Monday, March 01, 2010

Ghost Hunters Count Down

Ghost Hunters's mid-season premiere is on this Wednesday night. And, I am ready to watch Jason and Grant tackle Alcatraz with their techno-geek speak. A couple of times over the last few months, I have resorted to watching Ghost Adventures on the Travel Channel to get my paranormal fix. I was unnerved.

Clearly knock offs of the successful Ghost Hunter franchise, Ghost Adventures and those others (Ghost Lab) reflect a dark trend in our society.

Everyone knows the signs.

A blind commitment
A esoteric and arcane knowledge
A cultish adherence to an unwritten but absolute set of rules
A willingness to explain, expound

These function as filters (better than any ever created by Microsoft). They enable normal people--the high school cheerleader, the two golfers knocking back drinks at the club, or wives discussing Oprah over lattes—to navigate around geeks without having to notice them, talk to them, stop at Starbucks with them.

The geekiness of Ghost Hunter’s Grant and Jason is indisputable. If you have any doubts, spend five minutes surfing their webpages (both the SyFY and the TAPS sites), read a handful of their Twitters, or lurk in their chatroom. It’s all there. The internet does not lie—at least in this way.

True, an authentic geek often has the loyal, socially adept friend. (To fully understand the implications of this relationship, watch Lucas or less painfully reflect on Han’s role in Star Wars. All geeks are ultimately and finally Jedi knights in disguise.) In point of fact, Jason and Grant have Josh Gates from Destination Truth.
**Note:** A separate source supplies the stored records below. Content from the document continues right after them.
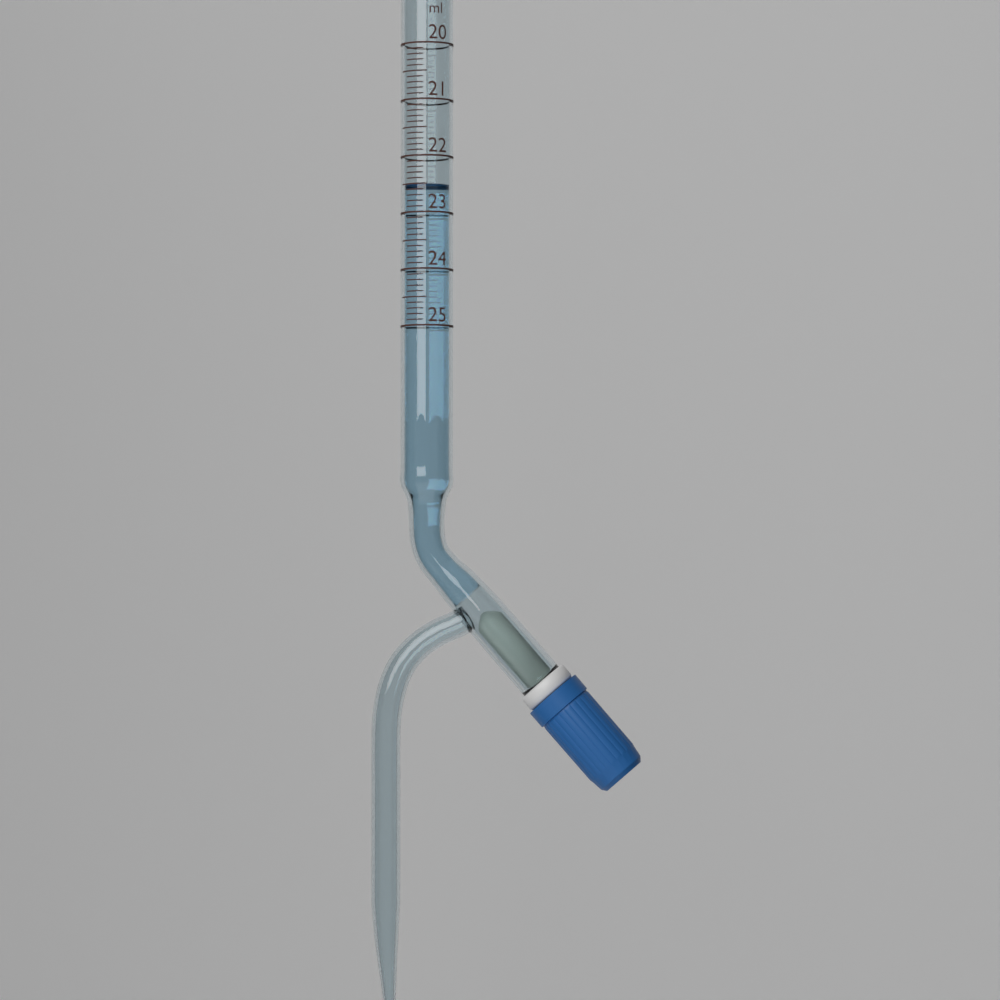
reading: 22.5 ml
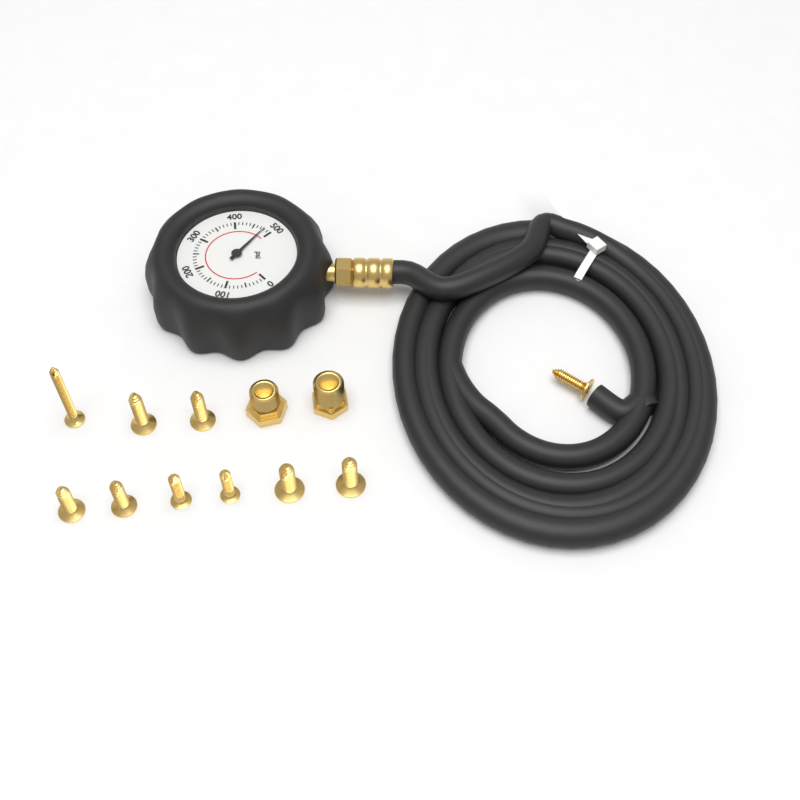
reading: 480 psi
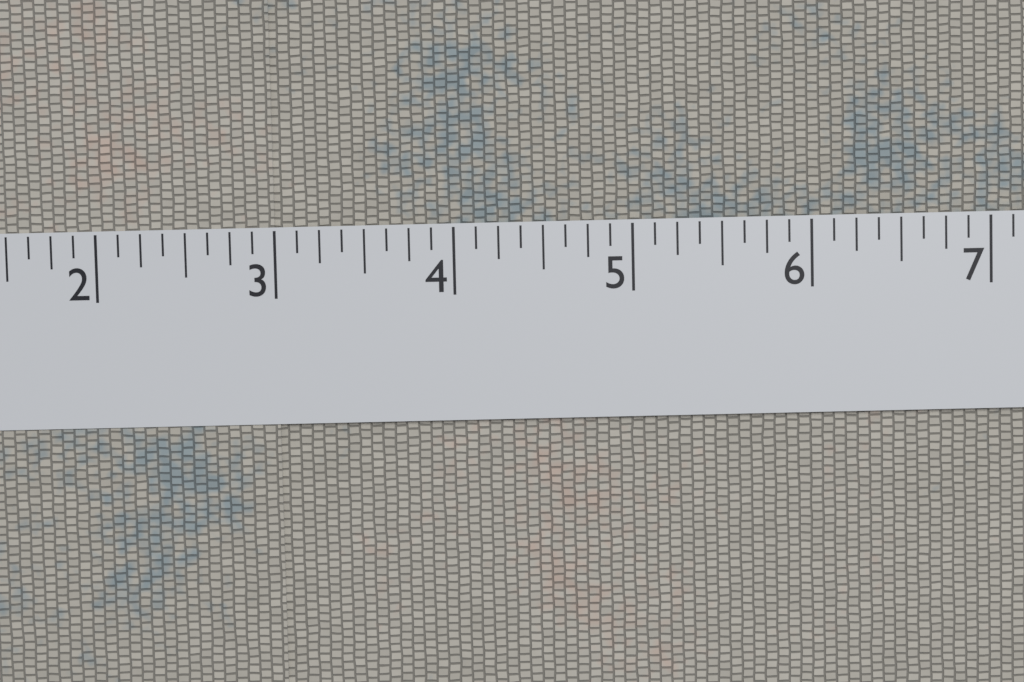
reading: 3.000 in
For the most part, though, society has ignored the geek and for good reason.

The geeky obsession (if that is not too strong or vulgar) is a response to a higher calling. And this response requires the authentic, true geek to willingly sacrifice any pretense of convention or conformity. In short, social standing is jettisoned.

And therein lies the ugly, dysfunctionality of Ghost Lab and its kind. These guys are not geeks. They are cool hipsters, muscle bound studs, black clad tough guys who spent their adolescence tormenting the kid who knew too much about Spiderman or WoW. Posers. Imposters. Insidious infiltrators. Indeed, I am tempted to label them the Sith of prime time cable programming—but not being a part of the geek inner sanctum (not knowing the name of the creature that almost disembowels Luke on that ice planet) I hesitate.

Uncomfortable with the outlier, our society has taken notice of the geek and has begun the process of assimilation. (Yes, that is a mixed metaphor. And the fact that you caught it and snarked on it marks you as one of them.)